★★★★☆
Proof is both an odd and a good movie. Gwyneth Paltrow does an amazing job in this movie. Anthony Hopkins is, as always, Anthony Hopkins, able to fill any role completely. Gwyneth Paltrow plays Catherine a socially awkward daughter of a brilliant mathematician losing his grip on sanity played by Anthony Hopkins. Catherine is taking care of her father while working on her own advanced degree in math.
I remember early on in this movie the scene between her and her professor who had assigned her a proof to do. The proof she turned in was not what he requested, it was something more important. Her excuse for not doing her assignment was that this seemed more interesting and was trapped in her head so she had to get it out. I’m not a mathematician, but, any writer knows exactly the feeling she is expressing.
Catherine meets Hal during a social gathering at her and her father’s house. Despite all her social awkwardness, they hit it off like a couple which has been together all their lives. The relationship becomes difficult when her father passes. Catherine sees her future. Somehow here near OCD sister escaped the worst of the family genes. Married and living far away, always making lists. Her sister tries to get her committed and Catherine finds out.
Enjoy twists and turns?
For a movie having no action scenes, there is no end of twists and turns to the story. I cannot really explain how good this movie is without giving away the ending. I can tell you the last third to half of the movie centers around who really created the proof of prime numbers.
This brought back quite a few college memories and not the really fond kind. IT students were pushed through elevated math and accounting classes even though only a tiny fraction of us would ever write a system using such skills on our own. There were no personal computers then. Programmers were not allowed to work alone. Each project had 20-50+ people on it. Accountants would develop all of the test cases for an accounting system and mathematicians would develop test cases for advanced systems like missile or nuclear reactor control. (Do you really want one guy without any oversight developing the control system of a nuclear power plant?)
We had to walk, however briefly, into the world of proofs. Not just reading them, but re-creating them. They teach you how to create your own proofs by having you re-create proofs which are already well known. Something about learning the process.
Negative Proof
One part which always bothered me about this entire situation was what I called a “negative proof.” If you could not prove something directly, you could back into an answer by proving everything it wasn’t. This could be accepted as a “proof” despite the fact the universe you choose to use as “everything” might have been missing something. Let me make it simple for you.
If you wish to prove a cow is a dog, you can choose a universe which has fish, cat, dog and pig then proceed to eliminate all but dog. Therefore a cow is a dog because you chose not to eliminate that.

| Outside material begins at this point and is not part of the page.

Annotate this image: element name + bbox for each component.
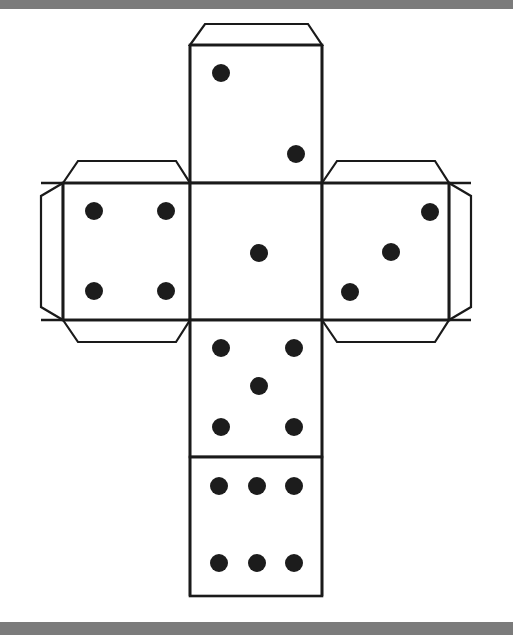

My distaste for that part of math made the choice of IT so much easier. Yes, I’m sure mathematicians around the world are going to take great offense at my example above, but that is the impression they left me with.
Reminds me of Juno
Catherine was an enjoyable character to watch. In many ways her character reminded me of Juno. Yes, Juno came out a couple years later, but I didn’t watch them in that order. A dry, wise-cracking female lead is such a rare treat. Especially when they manage to pull it off so unbelievably well.
I recommend you add “Proof” to your movie rental list. Don’t worry, you don’t really need to know anything about math to enjoy this movie. It will help if you spent at least one term in college so you can relate to the college type environment.
For more movie rental ideas please see list one and list two.